Which is to say, if it's a thing you love spending your time on and it tickles your brain in that way, go for it, whatever it is.
But (and still first takeaways) if the goal is "making good and useful software," today one has to be at least open to the possibility that "not using AI" will be like an accountant not using a calculator.
Do we have to understand the 100 years of history behind the tool or the ability to use it? Some level of repair knowledge is great. Knowing the spring vs ink level is also helpful.
If you have ever gone running the ability to coordinate four limbs, maintain balance, assert trajectory, negotiate uneven terrain, and modify velocity and speed at will is completely unknown to 99.9% of mortals who ever lived and yet is possible because 'biological black box hand wave'.
You're basically becoming a manager. If you're wondering what AI will turn you into just think of that manager.
Modeling software in general greatly reduced the ability of engineers to compute 3rd, 4th and 5th order derivatives by hand when working on projects and also broke their ability to create technical drawing by hand. Both of those were arguably proof of a master engineer in their field, yet today this would be mostly irrelevant when hiring.
Are they lesser engineers for it? Or was it never really about derivatives and drawings, and all about building bridges, engines, software that works?
joe_mamba•1h ago
>ai-generated code is throw-away code
Mate, most code I ever written across my career has been throw away code. The only exception being some embedded code that's most likely on the streets to this day. But most of my desktop and web code has been thrown away by now by my previous employers or replaced by someone else's throwaway code. There's no shame in that and no pride in that either, I'm just paid to "put the fries in the bag", that's it.
Most of us aren't building DOOM, the Voyager probe or the Golden Gate bridge here, epic feats of art and engineering designed to last 30-100+ years, we're just plumbers hacking something quickly to hold things together until the music chairs stop playing and I have no issue offloading that to a clanker if I can, so i can focus on the things I enjoy doing. Do you think I grew up dreaming about writing GitHub Actions yaml files for a living?
Oh and BTW, code being throwaway, is the main reason demand and pay for web SW engineers has been so high. In industries where code is one-and-done, pay tends to scale down accordingly since a customer is more than happy to keep using your C app on a Window XP machine down in the warehouse, instead of keep paying you to keep rewriting it every year in a facier framework in the cloud.
vjerancrnjak•1h ago
There is similar mindless glue in all tech stacks. LLMs are trained on it, and successfully do more of it.
Even AI companies just wastefully do massive experiments with suboptimal data and compute bandwidth.
dgxyz•1h ago
What the hell are we really doing?
What looked sensible to me is designing a table, form and report in Microsoft Access in 30 minutes without requiring 5 engineers and writing 50k lines of React and fucking around with kubernetes and microservices to get there.
LLMs just paste over the pile of shit we build on.
spion•37m ago
hot take speculation: we base a lot of our work on open source software and libraries, but a lot of that software is cheaply made, or made for the needs of a company that happens to open-source it. the pull of the low-quality "standardized" open source foundations is preventing further progress.
Hamuko•43m ago
m463•40m ago
Kind of like designing a better social media interface probably pays 100x what a toilet designer would be paid, but a better toilet would benefit the world 1000x.
esafak•13m ago
joe_mamba•3m ago
For example, I went to visit SF and I was expecting to be blown away given the immense wealth that area generates, but was severely disappointed with what I saw on the street. I used to think my area of Eastern Europe is a shithole, but SF beats that hands down. Like there's dozens of places on this planet that are way nicer to live in than SF despite being way poorer by comparison.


[ASSIGNMENT]:
A word-for-word repeat of the records below is what this calls for.

[DATA EXTRACTS]:
++++++++++++++++++++

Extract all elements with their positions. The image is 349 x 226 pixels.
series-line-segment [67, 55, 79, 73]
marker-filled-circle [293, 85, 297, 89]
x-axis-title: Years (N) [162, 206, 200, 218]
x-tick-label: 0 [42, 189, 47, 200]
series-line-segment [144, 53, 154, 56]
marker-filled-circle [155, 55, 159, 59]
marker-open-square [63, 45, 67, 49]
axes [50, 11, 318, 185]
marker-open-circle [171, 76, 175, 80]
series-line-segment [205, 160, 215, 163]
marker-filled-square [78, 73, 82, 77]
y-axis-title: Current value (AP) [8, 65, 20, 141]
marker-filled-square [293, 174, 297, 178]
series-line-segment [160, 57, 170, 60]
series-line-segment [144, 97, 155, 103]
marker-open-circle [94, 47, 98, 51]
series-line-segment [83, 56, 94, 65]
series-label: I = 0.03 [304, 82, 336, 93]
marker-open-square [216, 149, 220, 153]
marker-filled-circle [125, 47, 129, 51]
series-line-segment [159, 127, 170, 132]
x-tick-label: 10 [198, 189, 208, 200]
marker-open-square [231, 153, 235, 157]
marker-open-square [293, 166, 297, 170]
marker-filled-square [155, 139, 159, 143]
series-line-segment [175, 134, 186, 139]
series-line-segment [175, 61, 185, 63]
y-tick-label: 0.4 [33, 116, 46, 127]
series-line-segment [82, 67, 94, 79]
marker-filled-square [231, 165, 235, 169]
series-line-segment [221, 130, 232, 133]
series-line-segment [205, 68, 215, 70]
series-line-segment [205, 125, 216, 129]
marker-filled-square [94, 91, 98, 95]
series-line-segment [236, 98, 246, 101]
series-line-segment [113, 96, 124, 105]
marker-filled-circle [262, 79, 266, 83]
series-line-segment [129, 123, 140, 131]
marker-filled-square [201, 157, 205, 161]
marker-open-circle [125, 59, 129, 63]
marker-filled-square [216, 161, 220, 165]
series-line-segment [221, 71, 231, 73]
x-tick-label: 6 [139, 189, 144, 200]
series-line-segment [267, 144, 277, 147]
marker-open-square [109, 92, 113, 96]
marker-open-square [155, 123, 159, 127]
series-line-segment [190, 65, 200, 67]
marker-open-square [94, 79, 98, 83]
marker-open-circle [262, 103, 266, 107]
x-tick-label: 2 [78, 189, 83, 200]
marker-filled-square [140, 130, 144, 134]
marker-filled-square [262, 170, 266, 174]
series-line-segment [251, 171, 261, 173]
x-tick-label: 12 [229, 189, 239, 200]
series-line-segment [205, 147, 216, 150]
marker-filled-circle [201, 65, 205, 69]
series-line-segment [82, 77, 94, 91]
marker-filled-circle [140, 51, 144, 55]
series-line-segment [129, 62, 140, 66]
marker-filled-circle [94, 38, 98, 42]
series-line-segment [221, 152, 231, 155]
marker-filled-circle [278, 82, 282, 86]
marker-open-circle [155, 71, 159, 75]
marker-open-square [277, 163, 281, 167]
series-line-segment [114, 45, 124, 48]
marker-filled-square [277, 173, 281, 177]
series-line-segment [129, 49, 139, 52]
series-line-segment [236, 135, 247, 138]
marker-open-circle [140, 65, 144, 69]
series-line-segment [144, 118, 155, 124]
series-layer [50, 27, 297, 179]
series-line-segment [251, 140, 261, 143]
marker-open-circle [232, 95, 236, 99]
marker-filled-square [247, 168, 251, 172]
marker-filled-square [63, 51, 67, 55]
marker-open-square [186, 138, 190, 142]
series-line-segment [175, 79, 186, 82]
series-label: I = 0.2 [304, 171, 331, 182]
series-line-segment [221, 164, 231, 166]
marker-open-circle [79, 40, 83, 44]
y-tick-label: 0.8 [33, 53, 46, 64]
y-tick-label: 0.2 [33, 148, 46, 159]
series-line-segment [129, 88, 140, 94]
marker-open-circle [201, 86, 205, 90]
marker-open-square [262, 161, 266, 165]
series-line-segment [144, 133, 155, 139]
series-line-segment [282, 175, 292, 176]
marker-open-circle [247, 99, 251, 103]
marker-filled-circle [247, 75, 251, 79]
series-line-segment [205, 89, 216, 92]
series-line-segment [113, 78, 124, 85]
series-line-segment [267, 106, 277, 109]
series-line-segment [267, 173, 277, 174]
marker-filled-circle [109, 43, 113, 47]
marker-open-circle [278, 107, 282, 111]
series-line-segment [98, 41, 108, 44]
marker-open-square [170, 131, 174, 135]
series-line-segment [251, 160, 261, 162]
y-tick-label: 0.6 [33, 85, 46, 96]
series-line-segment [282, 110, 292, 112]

++++++++++++++++++++

[WORKED SOLUTION]:
Extract all elements with their positions. The image is 349 x 226 pixels.
series-line-segment [67, 55, 79, 73]
marker-filled-circle [293, 85, 297, 89]
x-axis-title: Years (N) [162, 206, 200, 218]
x-tick-label: 0 [42, 189, 47, 200]
series-line-segment [144, 53, 154, 56]
marker-filled-circle [155, 55, 159, 59]
marker-open-square [63, 45, 67, 49]
axes [50, 11, 318, 185]
marker-open-circle [171, 76, 175, 80]
series-line-segment [205, 160, 215, 163]
marker-filled-square [78, 73, 82, 77]
y-axis-title: Current value (AP) [8, 65, 20, 141]
marker-filled-square [293, 174, 297, 178]
series-line-segment [160, 57, 170, 60]
series-line-segment [144, 97, 155, 103]
marker-open-circle [94, 47, 98, 51]
series-line-segment [83, 56, 94, 65]
series-label: I = 0.03 [304, 82, 336, 93]
marker-open-square [216, 149, 220, 153]
marker-filled-circle [125, 47, 129, 51]
series-line-segment [159, 127, 170, 132]
x-tick-label: 10 [198, 189, 208, 200]
marker-open-square [231, 153, 235, 157]
marker-open-square [293, 166, 297, 170]
marker-filled-square [155, 139, 159, 143]
series-line-segment [175, 134, 186, 139]
series-line-segment [175, 61, 185, 63]
y-tick-label: 0.4 [33, 116, 46, 127]
series-line-segment [82, 67, 94, 79]
marker-filled-square [231, 165, 235, 169]
series-line-segment [221, 130, 232, 133]
series-line-segment [205, 68, 215, 70]
series-line-segment [205, 125, 216, 129]
marker-filled-square [94, 91, 98, 95]
series-line-segment [236, 98, 246, 101]
series-line-segment [113, 96, 124, 105]
marker-filled-circle [262, 79, 266, 83]
series-line-segment [129, 123, 140, 131]
marker-filled-square [201, 157, 205, 161]
marker-open-circle [125, 59, 129, 63]
marker-filled-square [216, 161, 220, 165]
series-line-segment [221, 71, 231, 73]
x-tick-label: 6 [139, 189, 144, 200]
series-line-segment [267, 144, 277, 147]
marker-open-square [109, 92, 113, 96]
marker-open-square [155, 123, 159, 127]
series-line-segment [190, 65, 200, 67]
marker-open-square [94, 79, 98, 83]
marker-open-circle [262, 103, 266, 107]
x-tick-label: 2 [78, 189, 83, 200]
marker-filled-square [140, 130, 144, 134]
marker-filled-square [262, 170, 266, 174]
series-line-segment [251, 171, 261, 173]
x-tick-label: 12 [229, 189, 239, 200]
series-line-segment [205, 147, 216, 150]
marker-filled-circle [201, 65, 205, 69]
series-line-segment [82, 77, 94, 91]
marker-filled-circle [140, 51, 144, 55]
series-line-segment [129, 62, 140, 66]
marker-filled-circle [94, 38, 98, 42]
series-line-segment [221, 152, 231, 155]
marker-filled-circle [278, 82, 282, 86]
marker-open-circle [155, 71, 159, 75]
marker-open-square [277, 163, 281, 167]
series-line-segment [114, 45, 124, 48]
marker-filled-square [277, 173, 281, 177]
series-line-segment [129, 49, 139, 52]
series-line-segment [236, 135, 247, 138]
marker-open-circle [140, 65, 144, 69]
series-line-segment [144, 118, 155, 124]
series-layer [50, 27, 297, 179]
series-line-segment [251, 140, 261, 143]
marker-open-circle [232, 95, 236, 99]
marker-filled-square [247, 168, 251, 172]
marker-filled-square [63, 51, 67, 55]
marker-open-square [186, 138, 190, 142]
series-line-segment [175, 79, 186, 82]
series-label: I = 0.2 [304, 171, 331, 182]
series-line-segment [221, 164, 231, 166]
marker-open-circle [79, 40, 83, 44]
y-tick-label: 0.8 [33, 53, 46, 64]
y-tick-label: 0.2 [33, 148, 46, 159]
series-line-segment [129, 88, 140, 94]
marker-open-circle [201, 86, 205, 90]
marker-open-square [262, 161, 266, 165]
series-line-segment [144, 133, 155, 139]
series-line-segment [282, 175, 292, 176]
marker-open-circle [247, 99, 251, 103]
marker-filled-circle [247, 75, 251, 79]
series-line-segment [205, 89, 216, 92]
series-line-segment [113, 78, 124, 85]
series-line-segment [267, 106, 277, 109]
series-line-segment [267, 173, 277, 174]
marker-filled-circle [109, 43, 113, 47]
marker-open-circle [278, 107, 282, 111]
series-line-segment [98, 41, 108, 44]
marker-open-square [170, 131, 174, 135]
series-line-segment [251, 160, 261, 162]
y-tick-label: 0.6 [33, 85, 46, 96]
series-line-segment [282, 110, 292, 112]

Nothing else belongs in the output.